2 Prominent Democrats Urge Biden To Pressure Netanyahu To Change Course In Gaza
HuffPost
Sens. Elizabeth Warren and Brian Schatz sent a letter to the State Department on Tuesday, asking the administration to outline ways to use U.S. leverage over the Israeli prime minister.
Two prominent Democratic senators are urging the Biden administration to use American leverage over Israeli Prime Minister Benjamin Netanyahu to temper his devastating U.S.-backed campaign in Gaza, HuffPost has learned. Sens. Elizabeth Warren (D-Mass.) and Brian Schatz (D-Hi.) sent a letter to Secretary of State Antony Blinken on Tuesday asking for specific actions that President Joe Biden will take to change Israel’s course and “to advance an independent, self-governed Palestinian state.”
Their message comes after Netanyahu earlier this month said Israel cannot accept a Palestinian state between the Jordan River and the Mediterranean Sea. Biden has for months resisted calls to do more to pressure Netanyahu, instead privately trying to win Israeli restraint. In recent weeks, Democratic lawmakers have signaled increasing concern with Biden’s policy, noting the killing of more than 26,000 people in Gaza and the deepening humanitarian crisis amid a continued Israeli assault with no clear end in sight.
“We have serious concerns that the Netanyahu government’s public and repeated rejection of a two-state solution” — the long-envisioned plan for Israeli and Palestinian states to live side-by-side — “fundamentally threatens regional security and undermines any path to a durable peace,” the senators wrote in the letter. “Numerous Israeli governments guarded and upheld the promise of a two-state solution as the foundation for a lasting peace in the region. Prime Minister Netanyahu’s explicit departure from that position, both in his statements and in government policies aimed at undermining this internationally agreed upon pathway, is dangerous to both U.S. and Israeli national security.”
Warren and Schatz asked the administration to state whether it believes Netanyahu’s views and military strategy serve the causes of eventual peace and freeing hostages captured by Hamas and other Gaza-based militants in their Oct. 7 attack inside Israel, which also killed 1,200 Israelis. They want a written response by Feb. 13 and an in-person discussion on how the administration’s strategy will achieve the goal of Palestinian statehood that Biden, Blinken and others have repeatedly identified.
Warren has previously said U.S. military aid for Israel, more than $3 billion annually and potentially billions more if Congress approves a post-Oct. 7 emergency request from Biden, cannot be “a blank check.” Watchdog groups have repeatedly said Israel has committed war crimes in its Gaza offensive, including with American equipment; Hamas has violated international law as well, they note.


§ What to produce:
If a record holds a picture, drop the picture and copy everything else exactly.

§ Provided information:
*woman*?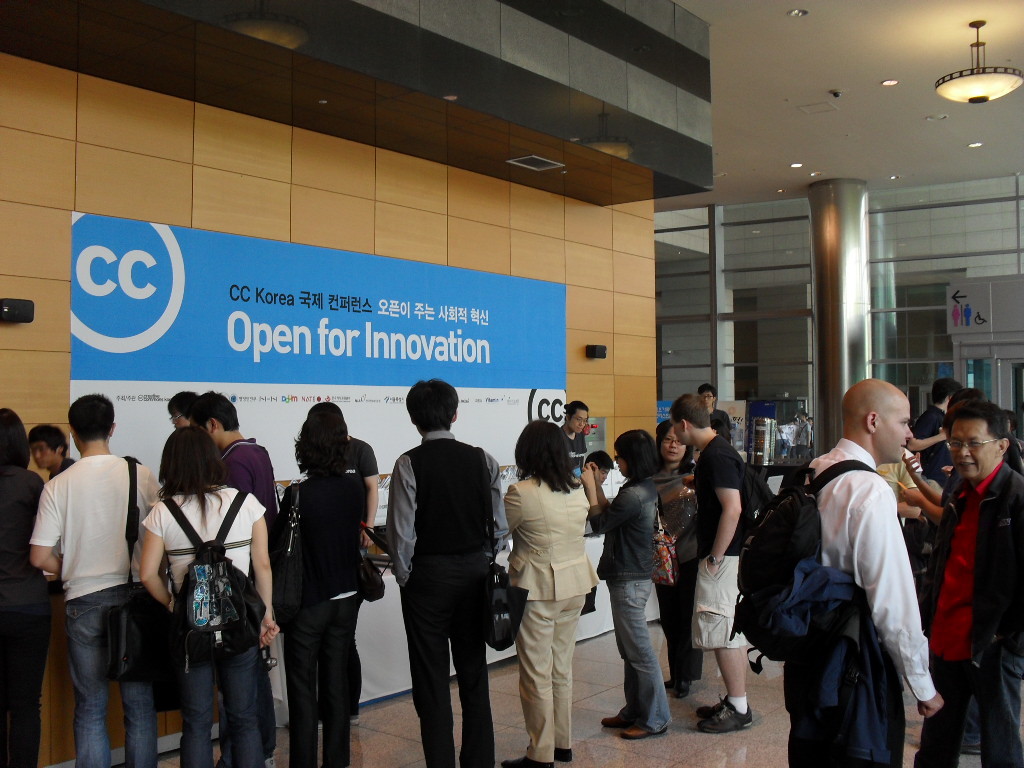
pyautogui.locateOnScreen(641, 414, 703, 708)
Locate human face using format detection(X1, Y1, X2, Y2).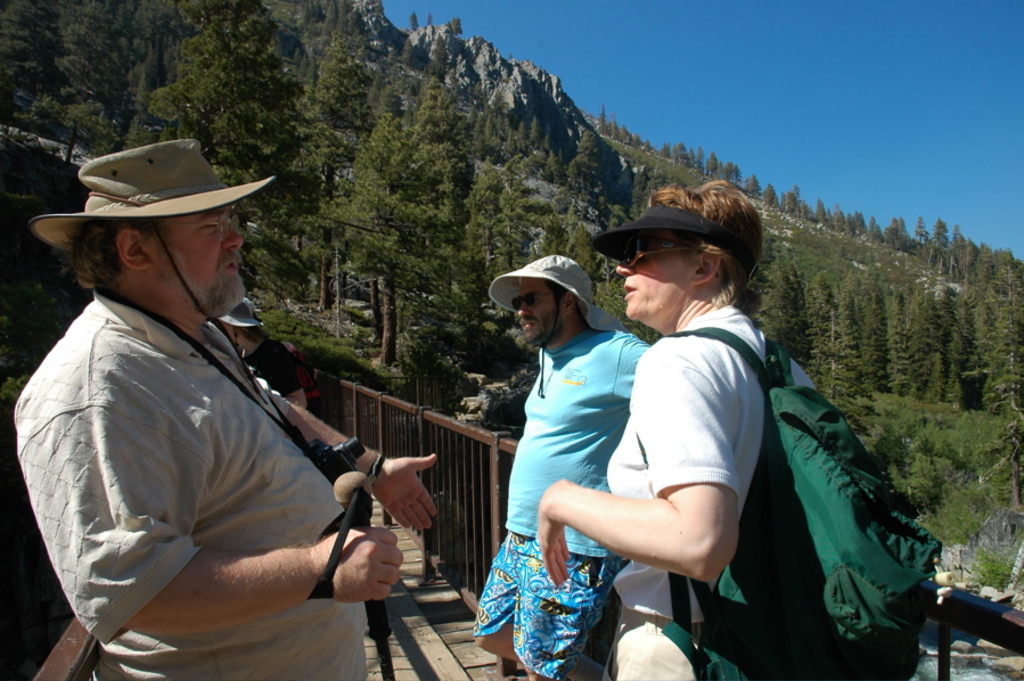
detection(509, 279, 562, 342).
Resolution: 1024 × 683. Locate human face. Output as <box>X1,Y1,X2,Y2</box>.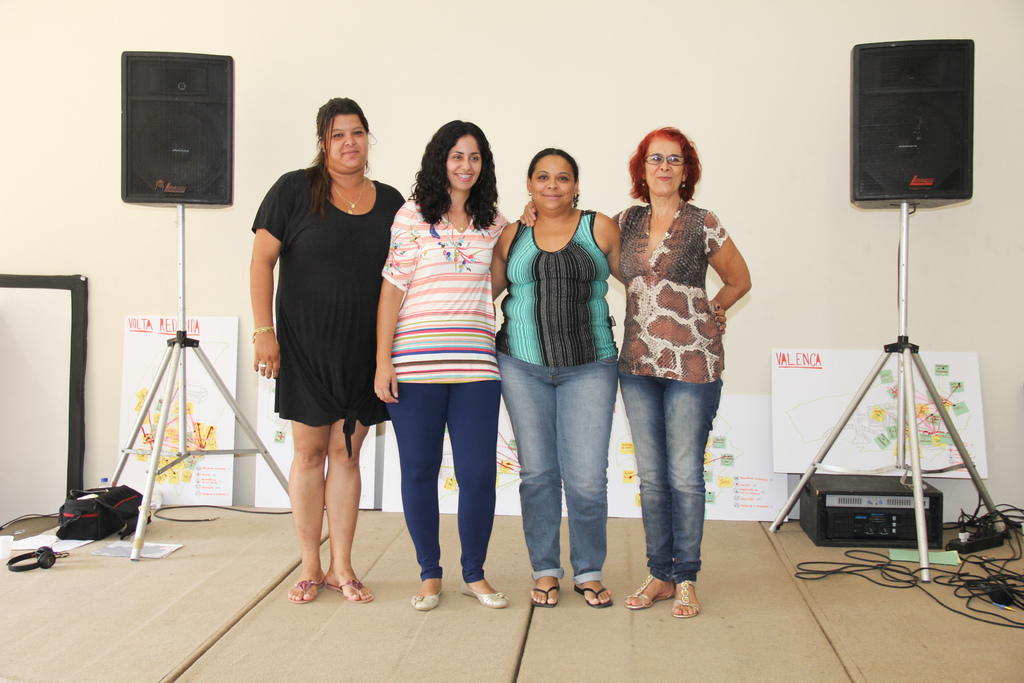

§ Answer to this task:
*woman*?
pyautogui.locateOnScreen(641, 414, 703, 708)
Locate human face using format detection(X1, Y1, X2, Y2).
detection(509, 279, 562, 342).
Resolution: 1024 × 683. Locate human face. Output as <box>X1,Y1,X2,Y2</box>.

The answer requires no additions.